Tuesday, November 4, 2014

Republic of Minerva

I've recently discovered the Republic of Minerva:
The Republic of Minerva was one of the few modern attempts at creating a sovereign micronation on the reclaimed land of an artificial island in 1972. The architect was Las Vegas real estate millionaire and political activist Michael Oliver, who went on to other similar attempts in the following decade. Lithuanian-born Oliver formed a syndicate, the Ocean Life Research Foundation, which allegedly had some $100,000,000 for the project and had offices in New York and London.

They anticipated a libertarian Society with "no taxation, welfare, subsidies, or any form of economic interventionism." In addition to tourism and fishing, the economy of the new nation would include light industry and other commerce.

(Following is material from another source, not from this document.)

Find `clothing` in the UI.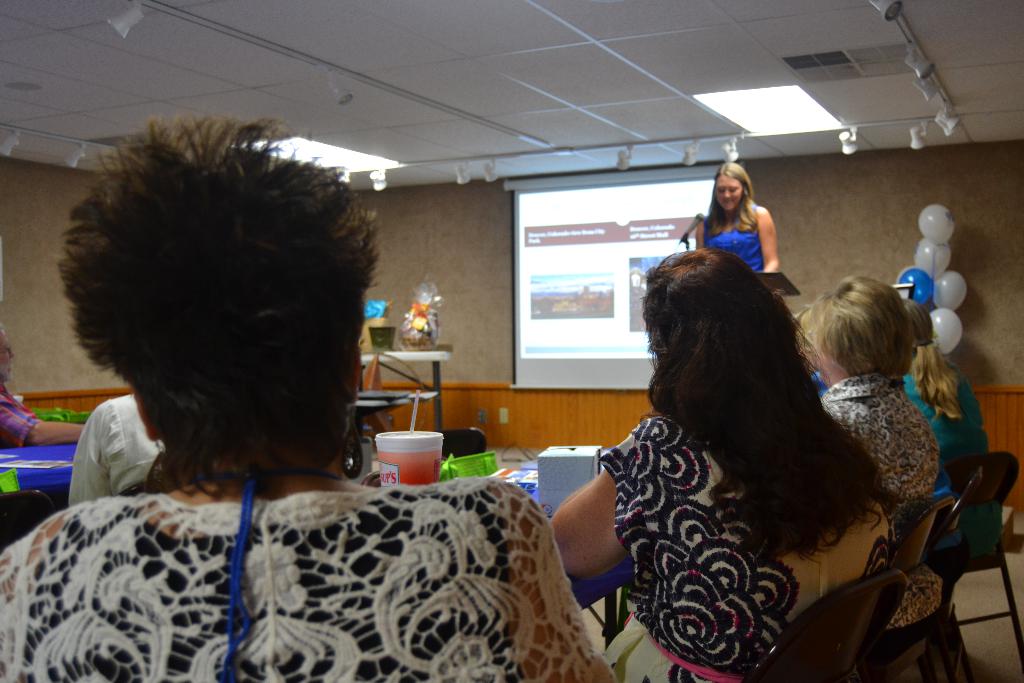
UI element at 0/382/42/454.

According to Glen Raphael, "The chief reason that the Minerva project failed was that the libertarians who were involved did not want to fight for their territory."[1] According to Reason, Minerva has been "more or less reclaimed by the sea".[2] The site chosen for the Republic was the Minerva Reefs in the Pacific Ocean.
So, a libertarian millionaire hauls in some sand and builds a tower and then declares the Sovereign Republic of Minerva as existing on the island, and also minted some silver coins. That's all great. I love the enthusiasm.

Of course, sovereignty is not simply a matter of declaring oneself sovereign. Sovereignty is proved and defended by military might alone. Well, no sooner does Minerva come into existence than the Kingdom of Tonga, population 100,000, asserts its ownership and defends it with force. That is the end of Minerva, until another group of Americans again attempt to take the reef in 1985 and are forced off.

I post this, because many Libertarians envision some Utopia where each man can be a sovereign, having no evil parasitic government to rule over him. Minerva is a modern example of what will happen. A larger, more organized group will simply revoke your sovereignty, unless you can muster the military might to defend it. If you're one man, then two men can revoke your sovereignty, so single men will organize into groups of men, because larger groups have competitive advantages. The real world doesn't care about your Non-Aggression Principle. If you want to build a polity on top of the NAP, then you'll need to have the military might to defend that polity. In the process of organizing your military, oops, I mean private defense contractors, you'll need to pay for that defense and you'll end up doing that by imposing taxes, oops, I mean involuntary contributions from everyone in the polity - they have to be involuntary or some might be tempted to skip out on their fair share of the costs. Those darn free-riders are everywhere. Sure, maybe every man has a rifle in your Libertopia and will fight to defend it, but it seems pretty likely that they will be out-competed by polities which have taken advantage of specialization to allow some of their polity to focus on science, or farming, while others focus on defense, funded by involuntary contributions. Maybe after your top scientist gets killed defending a tomato field in a border skirmish you might see the wisdom of this specialization. Those contributions will probably be the largest for the most profitable members and groups who have the most to lose from a military defeat, and lower for the guy who cleans the toilets. Hmm, that sounds quite a bit like a progressive tax system to me. Actually, when you think about the organization of the entities and the existential imperative to defend those entities, then what you end up getting looks identical in practice to <gasp> a government.

It's almost as if those stupid old white guys you read about in dusty old books didn't organize into societies with governments because they were stupid and old and white, but because they had to if they wanted to have a chance at competing with other organized groups. This isn't to say that there aren't many great insights to Libertarianism, there are many, but certain things seem to elude Libertarians, such as the necessity of banding together in groups for survival and the concomitant necessity of ensuring the survival of that group through violence and the institutions necessary to carry out those survival functions. The Libertarian Utopia organized around the NAP, with no organized systems of violence used to redirect resources from productive activities into defense (disallowing free-riding), is not going to happen, and not because of stupid old white guys who just can't see your vision, but because it can't.